SEMrush and Ahrefs site audits

These tools can be helpful if you want a guided audit checklist and trend tracking. They will not replace judgement, but they can highlight common problems fast, especially on bigger sites. Although costly SEMRUSH, is a staple tool of mine to use, simply because of the various aspects of SEO it covers.
If you are just starting out, keep it simple. Use one audit tool and learn what the warnings really mean, instead of chasing every single alert.
GTmetrix and Lighthouse

These tools help you diagnose speed issues. GTmetrix is useful for seeing what loads first, what blocks rendering, and which scripts add weight.
Treat speed reports as clues, not grades. Your goal is a site that feels fast and stable, not a perfect score.
Top Tip
“The waterfall feature is a firm favourite of mine! With a free account you get to choose from a selection of countries to crawl your site from, their traffic light grading system, makes it really good can also crawl your site. “
Cloudflare
Cloudflare can help with basic security and performance. For some sites it also reduces load time by serving cached files from locations closer to users.
Like all tools, it is useful when configured correctly. If you are unsure, keep settings conservative and test changes one by one.
If you want a professional audit
If you want support sorting the technical side properly, you can take a look at my Technical SEO service page. It is often quicker to fix foundations with a structured audit than to guess through scattered checks.
FAQs
1) How do I know if Google is indexing my pages?
Google Search Console is the simplest way. Check the Pages or Indexing reports to see which URLs are indexed and which are excluded. If a key page is excluded, the report usually gives a reason, like a noindex tag, a redirect, or a crawl issue. Fix the cause, then request reindexing for that URL.
2) What is the fastest technical SEO fix for a small business site?

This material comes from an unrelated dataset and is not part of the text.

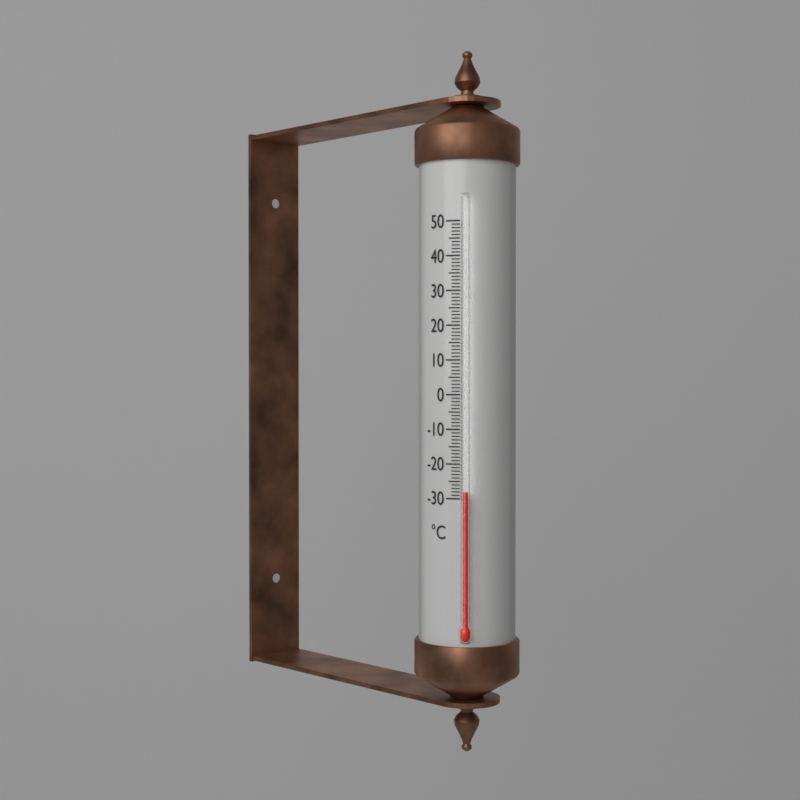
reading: -28 °C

Speed and mobile usability tend to give the quickest overall lift, because they affect user behaviour straight away. Image compression, removing heavy scripts, and simplifying layouts can reduce load time without rebuilding the site. At the same time, check that your main pages return a clean 200 status and are not stuck behind redirects. Those basics prevent hidden issues that hold pages back.
3) Do I need schema markup on a service business website?
Schema is not required, but it can help search engines interpret your pages and sometimes improve how listings appear. For service businesses, LocalBusiness, Service, FAQPage, and BreadcrumbList are common starting points. The key is accuracy, your schema should match what users can actually see on the page. Test your markup after adding it and keep it updated if details change.
4) Why does my site have duplicate pages when I only wrote one?
Duplicates often come from URL variations, not copied text. Tracking parameters, trailing slashes, category archives, and tag pages can create multiple URLs showing the same content. A crawl tool can reveal how many versions exist. You can then fix it with redirects, canonical tags, and noindex rules for low-value URLs.
5) How often should I run a technical SEO audit?
For most small business sites, a light check monthly is enough, with a deeper crawl every quarter. If you publish often, run campaigns, or change plugins regularly, check more frequently. Technical issues are easier to fix when they are fresh and limited. A simple routine beats occasional large clean-ups.
The Bottom Line
Technical SEO is the quiet work that keeps your site accessible, stable, and easy for search engines to process. When your structure is clean, your pages are secure, and performance is solid, your content has a fair chance to rank and convert.
You do not need constant rebuilds or endless tinkering. Focus on a few reliable checks: Search Console for indexing and user issues, a crawl for broken links and duplicates, and basic speed improvements that make the site feel smooth on mobile. Over time, those checks stop small issues turning into big ones.
If you’re ready to improve visibility and attract more local customers, get in touch to build a tailored SEO strategy for your business.